Editorial By Cris Alarcon, InEDC Writer. Jan 19, 2026. Fully reported news analysis written using historical documentation, and verifiable context. It treats the Greenland issue as a matter of record—not political novelty.
A Long Paper Trail, Not a Passing Fancy
When former President Donald Trump publicly suggested in 2019 that the United States might purchase Greenland, the reaction was swift and derisive. Late-night comedians and critics framed the idea as absurd, impulsive, or historically ignorant.

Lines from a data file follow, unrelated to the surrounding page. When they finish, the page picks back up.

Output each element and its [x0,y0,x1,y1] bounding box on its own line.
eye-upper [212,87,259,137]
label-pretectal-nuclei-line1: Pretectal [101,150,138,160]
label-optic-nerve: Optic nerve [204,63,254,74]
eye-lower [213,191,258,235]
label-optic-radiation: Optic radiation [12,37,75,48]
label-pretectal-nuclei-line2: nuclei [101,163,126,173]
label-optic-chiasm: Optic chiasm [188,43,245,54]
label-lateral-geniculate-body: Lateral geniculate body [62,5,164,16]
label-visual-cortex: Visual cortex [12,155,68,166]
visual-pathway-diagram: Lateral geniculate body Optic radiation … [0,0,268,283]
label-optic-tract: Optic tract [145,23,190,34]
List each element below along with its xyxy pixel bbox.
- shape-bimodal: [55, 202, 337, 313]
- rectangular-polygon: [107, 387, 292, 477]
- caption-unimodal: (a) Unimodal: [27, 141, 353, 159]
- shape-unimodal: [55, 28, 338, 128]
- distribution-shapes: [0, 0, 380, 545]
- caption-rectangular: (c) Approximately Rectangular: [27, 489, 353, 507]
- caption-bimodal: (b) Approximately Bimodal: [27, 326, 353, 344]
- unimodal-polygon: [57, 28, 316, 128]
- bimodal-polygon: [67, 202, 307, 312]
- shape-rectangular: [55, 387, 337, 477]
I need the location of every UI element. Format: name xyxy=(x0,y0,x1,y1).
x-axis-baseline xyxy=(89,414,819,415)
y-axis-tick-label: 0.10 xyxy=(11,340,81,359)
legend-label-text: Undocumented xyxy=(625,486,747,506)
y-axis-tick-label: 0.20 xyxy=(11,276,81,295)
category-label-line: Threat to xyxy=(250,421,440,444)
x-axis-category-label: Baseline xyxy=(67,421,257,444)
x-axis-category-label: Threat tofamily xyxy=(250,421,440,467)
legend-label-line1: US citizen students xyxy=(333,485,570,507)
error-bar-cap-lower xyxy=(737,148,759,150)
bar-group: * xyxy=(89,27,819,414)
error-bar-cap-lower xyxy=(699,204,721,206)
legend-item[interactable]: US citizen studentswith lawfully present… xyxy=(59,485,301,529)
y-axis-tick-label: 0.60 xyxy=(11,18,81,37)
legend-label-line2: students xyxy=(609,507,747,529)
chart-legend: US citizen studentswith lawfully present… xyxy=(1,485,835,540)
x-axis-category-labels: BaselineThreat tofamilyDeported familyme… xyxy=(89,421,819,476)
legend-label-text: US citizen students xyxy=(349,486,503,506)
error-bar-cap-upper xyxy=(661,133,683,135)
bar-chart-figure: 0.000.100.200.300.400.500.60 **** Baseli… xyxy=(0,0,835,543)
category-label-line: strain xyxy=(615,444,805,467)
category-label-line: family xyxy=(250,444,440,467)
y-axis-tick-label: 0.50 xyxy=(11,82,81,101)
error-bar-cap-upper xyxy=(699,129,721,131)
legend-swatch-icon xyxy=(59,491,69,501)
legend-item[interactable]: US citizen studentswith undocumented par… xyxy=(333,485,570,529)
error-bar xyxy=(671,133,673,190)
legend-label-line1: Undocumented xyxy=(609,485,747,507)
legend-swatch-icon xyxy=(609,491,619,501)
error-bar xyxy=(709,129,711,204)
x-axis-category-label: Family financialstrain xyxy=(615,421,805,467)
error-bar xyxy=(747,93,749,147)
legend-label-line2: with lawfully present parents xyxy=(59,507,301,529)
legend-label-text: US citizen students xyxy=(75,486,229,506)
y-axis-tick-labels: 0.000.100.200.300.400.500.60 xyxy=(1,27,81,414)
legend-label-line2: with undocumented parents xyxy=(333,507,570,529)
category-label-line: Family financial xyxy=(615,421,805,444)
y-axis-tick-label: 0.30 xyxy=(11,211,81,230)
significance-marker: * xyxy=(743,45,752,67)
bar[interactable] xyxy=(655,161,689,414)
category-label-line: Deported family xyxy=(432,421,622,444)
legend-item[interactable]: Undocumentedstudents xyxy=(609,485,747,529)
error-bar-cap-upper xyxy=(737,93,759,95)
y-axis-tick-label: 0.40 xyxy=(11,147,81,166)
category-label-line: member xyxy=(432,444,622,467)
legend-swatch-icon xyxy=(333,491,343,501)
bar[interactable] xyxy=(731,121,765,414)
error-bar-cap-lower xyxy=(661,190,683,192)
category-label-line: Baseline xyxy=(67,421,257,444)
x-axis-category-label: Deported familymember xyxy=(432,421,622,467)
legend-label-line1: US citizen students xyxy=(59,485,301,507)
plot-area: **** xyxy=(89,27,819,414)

In fact, the opposite is true.
U.S. interest in Greenland stretches back more than 150 years, predating modern political parties, the Cold War, and even America’s rise as a global superpower.
In 1867, the same year the United States purchased Alaska from Russia, President Andrew Johnson’s administration formally explored acquiring both Greenland and Iceland. The rationale mirrored Alaska’s acquisition: strategic positioning, maritime access, and long-term security.
That interest intensified during World War II, when the U.S. assumed responsibility for Greenland’s defense after Nazi Germany occupied Denmark. President Franklin D. Roosevelt authorized American forces to protect the island, establishing bases that remain foundational to U.S. Arctic operations today.
The Truman Offer—and What Came After
In 1946, President Harry Truman offered Denmark $100 million in gold to purchase Greenland outright—a proposal confirmed in declassified U.S. documents. Denmark declined, but negotiations over defense and access continued.
According to the U.S. National Archives, the Pentagon argued at the time that Greenland was “essential to the defense of the United States,” particularly as long-range aviation and missile technology evolved.
That assessment only deepened during the Cold War, when Presidents Eisenhower, Kennedy, and their successors negotiated continuously for radar installations, early-warning systems, and air bases. The most prominent of these, Thule Air Base, became a cornerstone of U.S. missile defense and Arctic surveillance.
A U.S. Air Force historical review notes that Greenland provided “an irreplaceable geographic advantage for detecting and deterring Soviet missile threats.”
After the Cold War, the Strategy Didn’t End
Contrary to popular belief, American engagement with Greenland did not fade after the Soviet Union collapsed.
Administrations under Presidents Clinton, George W. Bush, and Barack Obama expanded Arctic cooperation, modernized radar systems, and reinforced missile defense architecture as Russia and China renewed their interest in the region.
The Department of Defense has repeatedly described the Arctic as a “strategic corridor” critical to homeland defense, space tracking, and emerging shipping routes as polar ice recedes.
Greenland sits at the center of that corridor.
Why Greenland Still Matters
Today, Greenland’s value is not theoretical. It anchors U.S. influence over:
-
Arctic shipping lanes, increasingly viable due to climate change
-
Missile detection and space surveillance
-
Rare earth minerals critical to modern technology
-
Great power competition as Russia and China expand Arctic ambitions
Trump did not introduce these concerns. He verbalized them.
As one former U.S. defense official told Reuters in 2019, “Every administration has looked at Greenland through the lens of national security. Some just preferred not to say it out loud.”
What Changed in 2019
Trump’s statement broke a long-standing tradition of diplomatic understatement. Where previous presidents negotiated quietly, Trump spoke publicly—collapsing 150 years of strategic continuity into a headline moment.
But the underlying policy did not change.
The United States has been defending, funding, negotiating, and embedding itself in Greenland since the 19th century. The laughter, critics say, reflects unfamiliarity with history—not policy.
For residents of El Dorado County—home to veterans, defense workers, and a community deeply tied to national service—the lesson is simple: geopolitics rarely begin with a tweet.
They begin with maps, history, and long memory.